2017, Books, Non-Fiction

On Tyranny (2017) by Tim Snyder

This is not a philosophical or historical discussion of tyranny. Rather, it is an extremely brief summary of cherry-picked moments in 20th century history created in response to the (first) election of Donald Trump as President of the United States of America (though Trump’s name is never mentioned).

If I had read this book in 2017, I likely would have dismissed it. I thought electing Trump was an idiotic thing to do but I generally felt like he would be more incompetent than dangerous and I generally believed, through much of his first term, that I had been proved right. I definitely vacillated between being extremely concerned – though nowhere near as much as some people – and mollified, and I think it was the latter most of the time.

But reading this in the summer of 2024, years after January 6, and as the Republican party and its voting base appears willing to drive America off a cliff, it feels more relevant and perhaps more prescient than I think it would have seemed to me 7 years ago. Snyder may not have been right about Trump’s first term but it sure feels like he might be right about Trump’s second. (The question for posterity will not be “How did the US elect a conman as president?” but, rather, “How did the US elect a conman as president twice, especially after his failed, rather pathetic coup attempt?”)

I still don’t see a ton of value in this book, though. It’s a collection of arbitrarily chosen moments from 20th century European history that Snyder thinks might help Democrats and their supporters resist Trump and whatever has become of the Republican party. It doesn’t feel like it was written for anyone else, which strikes me as a rather large problem, though I think Snyder is attempting to make the book accessible to concerned Republicans. Certainly, anyone who believed in the existence of “Trump Derangement Syndrome” during the first term will not read this book and will not be satisfied it is impartial just because Snyder never mentions Trump by name.

Just like everyone else, I have no idea how to reach these people who think they can control Trump, or who think Trump really wants to reestablish a Christian US, or who think that Trump will somehow bring the US back to the US of their childhood (as if that ever existed), or who just want to own the libs, but I’m not sure this little book is the ticket. This book feels like it was written for people who believed that Trump’s first term in office was the birth of authoritarianism in the US. There are so many ways in which that is not true. It was certainly a step towards whatever the hell will happen under Trump’s second term (which feels inevitable in the summer of 2024 because, apparently, Americans are incapable of preventing it) but it’s hardly the dawn of “tyranny” in the US that Synder implies. (The surveillance state, for one thing, far precedes Trump. That’s just one example.)

Anyway, I’m not sure whether you should read this unless you’re an American who is looking for supposedly practical tips on how to think and behave as of 2025. I’ve read many of the authors Snyder references myself and I’d say those are more worth your time. On the other hand, nobody is going to bother reading those people so I guess this is something you can gift to “independents” who can’t seem to understand why even a potted plant would be better than a conman (who has already tried to, lamely, overturn an election result once!).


*What the task asks*.
Output the material exactly, line by line.
*** Exercise material Section Begins ***
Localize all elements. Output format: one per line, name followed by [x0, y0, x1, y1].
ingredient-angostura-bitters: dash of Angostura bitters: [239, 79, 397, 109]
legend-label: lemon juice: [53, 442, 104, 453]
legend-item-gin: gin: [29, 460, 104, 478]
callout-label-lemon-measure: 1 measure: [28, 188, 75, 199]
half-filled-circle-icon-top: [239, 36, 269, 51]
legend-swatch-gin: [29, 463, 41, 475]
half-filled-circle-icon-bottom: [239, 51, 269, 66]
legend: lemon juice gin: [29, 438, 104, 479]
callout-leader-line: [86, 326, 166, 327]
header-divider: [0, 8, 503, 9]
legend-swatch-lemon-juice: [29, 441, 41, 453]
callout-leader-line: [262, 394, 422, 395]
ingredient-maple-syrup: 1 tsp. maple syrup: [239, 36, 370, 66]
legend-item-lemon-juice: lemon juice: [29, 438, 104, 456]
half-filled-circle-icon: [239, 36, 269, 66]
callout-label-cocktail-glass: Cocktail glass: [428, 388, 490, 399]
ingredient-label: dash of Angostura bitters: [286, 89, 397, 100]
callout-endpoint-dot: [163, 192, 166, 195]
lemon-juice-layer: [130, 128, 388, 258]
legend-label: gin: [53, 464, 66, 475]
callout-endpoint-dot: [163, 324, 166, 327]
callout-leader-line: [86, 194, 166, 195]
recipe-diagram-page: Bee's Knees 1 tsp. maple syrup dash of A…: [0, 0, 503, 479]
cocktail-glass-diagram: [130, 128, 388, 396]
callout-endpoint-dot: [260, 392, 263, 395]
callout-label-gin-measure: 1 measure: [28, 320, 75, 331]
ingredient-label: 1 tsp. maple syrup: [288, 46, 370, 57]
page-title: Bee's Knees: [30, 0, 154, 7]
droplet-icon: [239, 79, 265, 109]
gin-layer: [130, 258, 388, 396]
*** Exercise material Section Ends ***
*Written reply*.
Localize all elements. Output format: one per line, name followed by [x0, y0, x1, y1].
ingredient-angostura-bitters: dash of Angostura bitters: [239, 79, 397, 109]
legend-label: lemon juice: [53, 442, 104, 453]
legend-item-gin: gin: [29, 460, 104, 478]
callout-label-lemon-measure: 1 measure: [28, 188, 75, 199]
half-filled-circle-icon-top: [239, 36, 269, 51]
legend-swatch-gin: [29, 463, 41, 475]
half-filled-circle-icon-bottom: [239, 51, 269, 66]
legend: lemon juice gin: [29, 438, 104, 479]
callout-leader-line: [86, 326, 166, 327]
header-divider: [0, 8, 503, 9]
legend-swatch-lemon-juice: [29, 441, 41, 453]
callout-leader-line: [262, 394, 422, 395]
ingredient-maple-syrup: 1 tsp. maple syrup: [239, 36, 370, 66]
legend-item-lemon-juice: lemon juice: [29, 438, 104, 456]
half-filled-circle-icon: [239, 36, 269, 66]
callout-label-cocktail-glass: Cocktail glass: [428, 388, 490, 399]
ingredient-label: dash of Angostura bitters: [286, 89, 397, 100]
callout-endpoint-dot: [163, 192, 166, 195]
lemon-juice-layer: [130, 128, 388, 258]
legend-label: gin: [53, 464, 66, 475]
callout-endpoint-dot: [163, 324, 166, 327]
callout-leader-line: [86, 194, 166, 195]
recipe-diagram-page: Bee's Knees 1 tsp. maple syrup dash of A…: [0, 0, 503, 479]
cocktail-glass-diagram: [130, 128, 388, 396]
callout-endpoint-dot: [260, 392, 263, 395]
callout-label-gin-measure: 1 measure: [28, 320, 75, 331]
ingredient-label: 1 tsp. maple syrup: [288, 46, 370, 57]
page-title: Bee's Knees: [30, 0, 154, 7]
droplet-icon: [239, 79, 265, 109]
gin-layer: [130, 258, 388, 396]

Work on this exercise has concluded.